Sunday, December 20, 2009

V&A Acquires Album of Gillray Cartoons Hidden for More than 100 Years

December 16, 2009 by All Art  
Filed under Art Events & Exhibitions, Featured

LONDON.- An album of 40 ‘suppressed’ cartoons by leading British caricaturist James Gillray (1756-1815) has recently come to light in the Criminal Law Policy Unit of the Ministry of Justice. It features material judged socially unacceptable in the 19th century – including explicitly sexual, scatological and politically outrageous subject matter. The album was probably seized by police more than a century ago as ‘pornographic material’ and handed to Government officials. This slim volume of ‘Curiosa’ has now been transferred to the print collections of the V&A.

Fashionable Contrasts, or the Duchess’s Little Shoe Yielding to the Magnitude of the Duke’s Foot, 1792. James Gillray
Fashionable Contrasts, or the Duchess’s Little Shoe Yielding to the Magnitude of the Duke’s Foot, 1792. James Gillray

In the 1840s Gillray’s plates were acquired by an enterprising publisher, Henry Bohn, who re-issued the caricatures both as single sheets and in large bound volumes. In the narrow moral climate of early Victorian London, Bohn could not publish all the Gillray plates and so printed those considered offensive in much smaller numbers and made them available from his establishment clandestinely.

It is one of these clandestine volumes which has now been rediscovered. Initially preserved by the department then dealing with vice and pornography at the Home Office, it recently came to light in the Ministry of Justice. The folio joins one held by the V&A since 1869, containing around 500 caricatures. Both folios can be seen in the V&A’s Prints and Drawings Study Room.

James Gillray Assemblee Nationale or Grand Co operative Meeting 585x452 V&A Acquires Album of Gillray Cartoons Hidden for More than 100 Years

Bridget Prentice MP, Justice Minister, said: “The Ministry of Justice is delighted to be able to pass this historic find to the V&A where it can be properly preserved and made available to the public and academics. Society’s views on what is considered obscene have changed a lot over the century and a half since this would probably have been seized by the authorities – but even so I think these pictures better suit the Museum than hanging in a Ministerial office!”

David Pearson, an official in the MoJ’s Criminal Law Policy Unit, found the folio during an office move. He said: “The folio was carefully wrapped up alongside a collection of seized material that had been handed to the old obscene publications unit over the years. That material is fairly tame by today’s standards, but when I uncovered the folio it was clear that it was something a little out of the ordinary. Even so, after some research, I was amazed to discover it had such historic value and am pleased to now see the prints kept safe in a suitable home.”

Stephen Calloway, Curator of Prints in the Word and Image Dept at the V&A, said: “We are delighted to receive this extraordinary volume of works by Gillray to complement our existing folio, acquired 140 years ago. This is a significant and exciting find and we’re pleased that the public will now have the opportunity to view both together in our Prints and Drawings Study Room.”

James Gillray
James Gillray is generally considered the greatest genius of caricature in Britain working in the late 18th-century. Born in Chelsea, Gillray had a bleak childhood under the influence of a stern father. Aged only five he was sent to be educated at a boarding school run by the Moravian Brotherhood – a strict, extreme Protestant sect which held that the life of mankind was worthless and depraved, and death a release from the wickedness of the world. This upbringing doubtless encouraged a sardonic temperament and the intense cynicism that made Gillray one of the most feared caricaturists of the day.

James Gillray Fashionable Contrasts New 585x441 V&A Acquires Album of Gillray Cartoons Hidden for More than 100 Years

Apprenticed to a specialist in the lettering of copper-plates, he learned the necessary skills to become a journeyman engraver, copying the work of others. Though he aspired to become an artist, by the 1780s he had been drawn to caricature, working for several of the leading print publishers of the day, creating political and social satires with exceptional ‘bite’. Moving into the house of the Widow Humphreys, an astute operator in the London publishing world, he thereafter worked for her exclusively, making over 600 plates, which she carefully preserved.

Gillray attacked both the Whig and Tory figures of British politics as well as members of the royal family. William Pitt attempted to gag him with the offer of a pension of £200 per annum, whilst agents working for George, Prince of Wales (later George IV) also attempted to suppress Gillray’s more scurrilous caricatures. In the 1790s many of his most vicious attacks were directed against the French revolutionary leaders and their supporters in England such as Charles James Fox.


> [What the exercise asks]: Lines to restate from the data below: from the one containing "is (745, 330)." to the one containing "This screenshot has width=1100, height=546.", both included. Give them again exactly, and only them.

> [Exercise input]:
========================

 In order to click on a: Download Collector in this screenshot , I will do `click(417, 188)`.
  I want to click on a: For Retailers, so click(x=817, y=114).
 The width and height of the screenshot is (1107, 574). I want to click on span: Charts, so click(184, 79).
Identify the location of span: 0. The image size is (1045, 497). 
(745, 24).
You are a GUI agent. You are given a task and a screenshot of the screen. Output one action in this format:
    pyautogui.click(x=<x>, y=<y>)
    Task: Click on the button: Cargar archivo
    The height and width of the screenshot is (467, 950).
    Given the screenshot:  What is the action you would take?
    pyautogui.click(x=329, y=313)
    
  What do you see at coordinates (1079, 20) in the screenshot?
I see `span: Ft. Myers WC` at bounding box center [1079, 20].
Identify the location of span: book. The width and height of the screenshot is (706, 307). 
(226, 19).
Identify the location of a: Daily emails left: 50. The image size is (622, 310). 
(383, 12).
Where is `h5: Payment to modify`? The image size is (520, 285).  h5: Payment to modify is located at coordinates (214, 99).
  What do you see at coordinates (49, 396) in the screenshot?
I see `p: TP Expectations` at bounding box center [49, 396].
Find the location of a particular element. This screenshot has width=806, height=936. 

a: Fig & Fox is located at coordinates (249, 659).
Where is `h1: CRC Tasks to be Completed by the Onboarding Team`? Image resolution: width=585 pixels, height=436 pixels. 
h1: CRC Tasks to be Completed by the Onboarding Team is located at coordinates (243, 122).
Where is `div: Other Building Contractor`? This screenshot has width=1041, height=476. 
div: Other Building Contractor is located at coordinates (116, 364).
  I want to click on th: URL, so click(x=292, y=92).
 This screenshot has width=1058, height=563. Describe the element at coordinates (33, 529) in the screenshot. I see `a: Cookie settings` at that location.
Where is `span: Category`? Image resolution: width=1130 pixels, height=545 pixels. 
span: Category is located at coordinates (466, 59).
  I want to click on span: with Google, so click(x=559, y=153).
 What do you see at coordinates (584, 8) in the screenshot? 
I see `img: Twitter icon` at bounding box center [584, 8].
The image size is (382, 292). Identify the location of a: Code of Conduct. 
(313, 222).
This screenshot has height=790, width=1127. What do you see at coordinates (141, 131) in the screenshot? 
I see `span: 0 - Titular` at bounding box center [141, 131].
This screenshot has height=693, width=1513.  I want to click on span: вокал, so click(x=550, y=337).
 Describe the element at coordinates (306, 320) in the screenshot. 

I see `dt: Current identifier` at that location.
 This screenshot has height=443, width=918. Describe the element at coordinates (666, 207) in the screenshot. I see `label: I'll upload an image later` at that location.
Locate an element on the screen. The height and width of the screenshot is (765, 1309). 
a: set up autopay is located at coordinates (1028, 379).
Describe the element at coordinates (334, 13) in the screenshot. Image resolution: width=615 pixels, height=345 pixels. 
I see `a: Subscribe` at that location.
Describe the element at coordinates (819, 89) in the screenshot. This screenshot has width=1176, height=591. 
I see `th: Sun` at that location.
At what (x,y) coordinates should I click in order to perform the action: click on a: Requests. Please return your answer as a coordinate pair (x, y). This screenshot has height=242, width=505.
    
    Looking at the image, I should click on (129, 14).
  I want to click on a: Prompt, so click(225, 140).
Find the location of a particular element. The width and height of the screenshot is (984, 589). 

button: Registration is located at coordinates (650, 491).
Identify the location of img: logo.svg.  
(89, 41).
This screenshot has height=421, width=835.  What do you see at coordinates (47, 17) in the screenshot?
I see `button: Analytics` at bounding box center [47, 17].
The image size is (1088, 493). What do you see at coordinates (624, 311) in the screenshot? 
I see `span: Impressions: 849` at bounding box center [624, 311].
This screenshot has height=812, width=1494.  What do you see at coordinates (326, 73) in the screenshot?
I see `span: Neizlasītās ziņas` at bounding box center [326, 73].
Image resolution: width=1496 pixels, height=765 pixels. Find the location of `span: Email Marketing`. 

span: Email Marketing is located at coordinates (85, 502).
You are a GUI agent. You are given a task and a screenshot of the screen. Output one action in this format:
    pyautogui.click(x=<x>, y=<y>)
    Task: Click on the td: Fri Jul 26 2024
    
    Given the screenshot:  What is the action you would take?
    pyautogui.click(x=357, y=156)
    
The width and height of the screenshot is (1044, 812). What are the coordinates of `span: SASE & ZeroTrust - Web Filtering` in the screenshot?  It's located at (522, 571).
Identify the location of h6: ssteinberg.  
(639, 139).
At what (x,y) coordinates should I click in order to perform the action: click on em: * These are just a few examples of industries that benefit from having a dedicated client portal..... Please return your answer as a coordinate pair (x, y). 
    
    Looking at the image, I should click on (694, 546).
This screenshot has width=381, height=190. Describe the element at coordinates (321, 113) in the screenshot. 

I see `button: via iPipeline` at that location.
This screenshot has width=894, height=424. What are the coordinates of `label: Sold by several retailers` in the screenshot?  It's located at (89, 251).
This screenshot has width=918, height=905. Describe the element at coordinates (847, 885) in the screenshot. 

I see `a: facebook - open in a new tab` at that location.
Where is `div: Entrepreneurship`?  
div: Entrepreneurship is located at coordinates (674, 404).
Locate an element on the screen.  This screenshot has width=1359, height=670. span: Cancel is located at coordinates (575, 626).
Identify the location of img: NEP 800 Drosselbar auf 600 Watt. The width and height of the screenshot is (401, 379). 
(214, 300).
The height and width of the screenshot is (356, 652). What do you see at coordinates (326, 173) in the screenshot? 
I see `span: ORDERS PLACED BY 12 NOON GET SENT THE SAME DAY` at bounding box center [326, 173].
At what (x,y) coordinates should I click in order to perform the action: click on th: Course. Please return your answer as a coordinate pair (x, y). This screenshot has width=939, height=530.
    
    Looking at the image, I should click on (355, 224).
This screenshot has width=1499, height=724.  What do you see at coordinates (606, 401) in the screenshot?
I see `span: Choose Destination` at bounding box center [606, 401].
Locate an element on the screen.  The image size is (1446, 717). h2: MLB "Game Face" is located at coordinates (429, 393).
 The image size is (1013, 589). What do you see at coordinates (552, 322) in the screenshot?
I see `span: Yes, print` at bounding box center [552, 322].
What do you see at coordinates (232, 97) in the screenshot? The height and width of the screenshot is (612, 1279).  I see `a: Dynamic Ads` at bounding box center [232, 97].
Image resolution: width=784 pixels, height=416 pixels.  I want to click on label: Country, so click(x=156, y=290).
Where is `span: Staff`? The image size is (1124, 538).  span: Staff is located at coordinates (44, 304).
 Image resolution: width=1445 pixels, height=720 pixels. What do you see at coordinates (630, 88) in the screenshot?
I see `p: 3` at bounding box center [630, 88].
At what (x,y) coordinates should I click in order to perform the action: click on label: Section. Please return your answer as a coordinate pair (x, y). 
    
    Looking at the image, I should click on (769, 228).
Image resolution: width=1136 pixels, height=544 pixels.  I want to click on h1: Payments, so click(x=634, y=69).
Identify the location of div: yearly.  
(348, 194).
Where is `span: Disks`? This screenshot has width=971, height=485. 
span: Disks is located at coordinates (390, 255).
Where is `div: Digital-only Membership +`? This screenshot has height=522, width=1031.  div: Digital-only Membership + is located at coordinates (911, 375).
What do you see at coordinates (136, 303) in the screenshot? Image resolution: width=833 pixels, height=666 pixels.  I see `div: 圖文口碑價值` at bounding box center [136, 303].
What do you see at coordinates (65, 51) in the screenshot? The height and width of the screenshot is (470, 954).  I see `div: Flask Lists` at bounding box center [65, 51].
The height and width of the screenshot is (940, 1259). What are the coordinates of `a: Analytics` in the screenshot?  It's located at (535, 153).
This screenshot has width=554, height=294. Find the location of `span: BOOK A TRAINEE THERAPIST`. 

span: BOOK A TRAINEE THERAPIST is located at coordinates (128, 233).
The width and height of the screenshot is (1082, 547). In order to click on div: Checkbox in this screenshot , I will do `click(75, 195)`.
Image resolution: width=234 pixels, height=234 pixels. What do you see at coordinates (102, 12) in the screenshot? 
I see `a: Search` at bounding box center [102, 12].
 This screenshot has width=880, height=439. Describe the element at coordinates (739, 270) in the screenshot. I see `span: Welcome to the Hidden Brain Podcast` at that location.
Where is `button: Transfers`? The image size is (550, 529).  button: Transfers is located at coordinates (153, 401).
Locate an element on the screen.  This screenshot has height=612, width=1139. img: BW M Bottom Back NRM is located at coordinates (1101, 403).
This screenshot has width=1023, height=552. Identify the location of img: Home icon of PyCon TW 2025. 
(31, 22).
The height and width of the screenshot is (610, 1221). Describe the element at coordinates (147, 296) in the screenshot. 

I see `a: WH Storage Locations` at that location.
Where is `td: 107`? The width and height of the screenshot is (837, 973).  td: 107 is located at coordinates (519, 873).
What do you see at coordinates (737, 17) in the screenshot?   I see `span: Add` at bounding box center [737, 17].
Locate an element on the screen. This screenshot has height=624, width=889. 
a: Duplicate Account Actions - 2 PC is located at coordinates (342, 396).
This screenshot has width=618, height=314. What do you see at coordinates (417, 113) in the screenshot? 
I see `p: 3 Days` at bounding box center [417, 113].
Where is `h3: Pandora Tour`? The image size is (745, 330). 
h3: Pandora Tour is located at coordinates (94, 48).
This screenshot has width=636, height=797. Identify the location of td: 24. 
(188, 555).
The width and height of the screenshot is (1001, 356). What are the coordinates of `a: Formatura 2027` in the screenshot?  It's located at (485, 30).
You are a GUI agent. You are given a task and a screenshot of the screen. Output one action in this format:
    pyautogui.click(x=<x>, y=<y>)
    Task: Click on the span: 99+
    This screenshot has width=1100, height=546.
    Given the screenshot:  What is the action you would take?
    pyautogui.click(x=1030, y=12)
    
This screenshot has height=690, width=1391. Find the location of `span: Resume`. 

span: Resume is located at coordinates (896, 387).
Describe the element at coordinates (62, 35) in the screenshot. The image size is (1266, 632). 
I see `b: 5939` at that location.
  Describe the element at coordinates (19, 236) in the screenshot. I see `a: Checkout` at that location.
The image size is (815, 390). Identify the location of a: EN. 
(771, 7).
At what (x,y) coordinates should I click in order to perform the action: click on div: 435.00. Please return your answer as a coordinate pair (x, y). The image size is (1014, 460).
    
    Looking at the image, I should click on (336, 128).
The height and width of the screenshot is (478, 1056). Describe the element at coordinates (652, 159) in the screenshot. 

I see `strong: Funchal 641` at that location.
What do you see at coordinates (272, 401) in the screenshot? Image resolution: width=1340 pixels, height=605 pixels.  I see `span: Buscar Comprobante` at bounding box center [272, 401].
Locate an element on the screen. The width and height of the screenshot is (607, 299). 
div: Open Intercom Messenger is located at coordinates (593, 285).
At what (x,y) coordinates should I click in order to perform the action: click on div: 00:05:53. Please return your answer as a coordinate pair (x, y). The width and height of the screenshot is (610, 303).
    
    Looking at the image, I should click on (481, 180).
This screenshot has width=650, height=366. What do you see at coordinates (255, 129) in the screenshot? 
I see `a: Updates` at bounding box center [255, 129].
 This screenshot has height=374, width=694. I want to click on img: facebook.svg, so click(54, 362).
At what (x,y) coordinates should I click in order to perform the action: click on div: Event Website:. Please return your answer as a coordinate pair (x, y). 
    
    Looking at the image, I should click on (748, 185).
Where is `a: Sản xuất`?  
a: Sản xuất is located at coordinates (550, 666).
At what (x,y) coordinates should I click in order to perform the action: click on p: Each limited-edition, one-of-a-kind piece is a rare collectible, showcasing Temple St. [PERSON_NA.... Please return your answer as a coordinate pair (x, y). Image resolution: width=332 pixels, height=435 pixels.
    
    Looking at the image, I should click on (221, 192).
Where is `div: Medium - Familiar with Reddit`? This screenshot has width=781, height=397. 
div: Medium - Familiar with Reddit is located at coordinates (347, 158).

========================

> [Response to the exercise]:
Where is `h3: Pandora Tour`? The image size is (745, 330). 
h3: Pandora Tour is located at coordinates (94, 48).
This screenshot has width=636, height=797. Identify the location of td: 24. 
(188, 555).
The width and height of the screenshot is (1001, 356). What are the coordinates of `a: Formatura 2027` in the screenshot?  It's located at (485, 30).
You are a GUI agent. You are given a task and a screenshot of the screen. Output one action in this format:
    pyautogui.click(x=<x>, y=<y>)
    Task: Click on the span: 99+
    This screenshot has width=1100, height=546.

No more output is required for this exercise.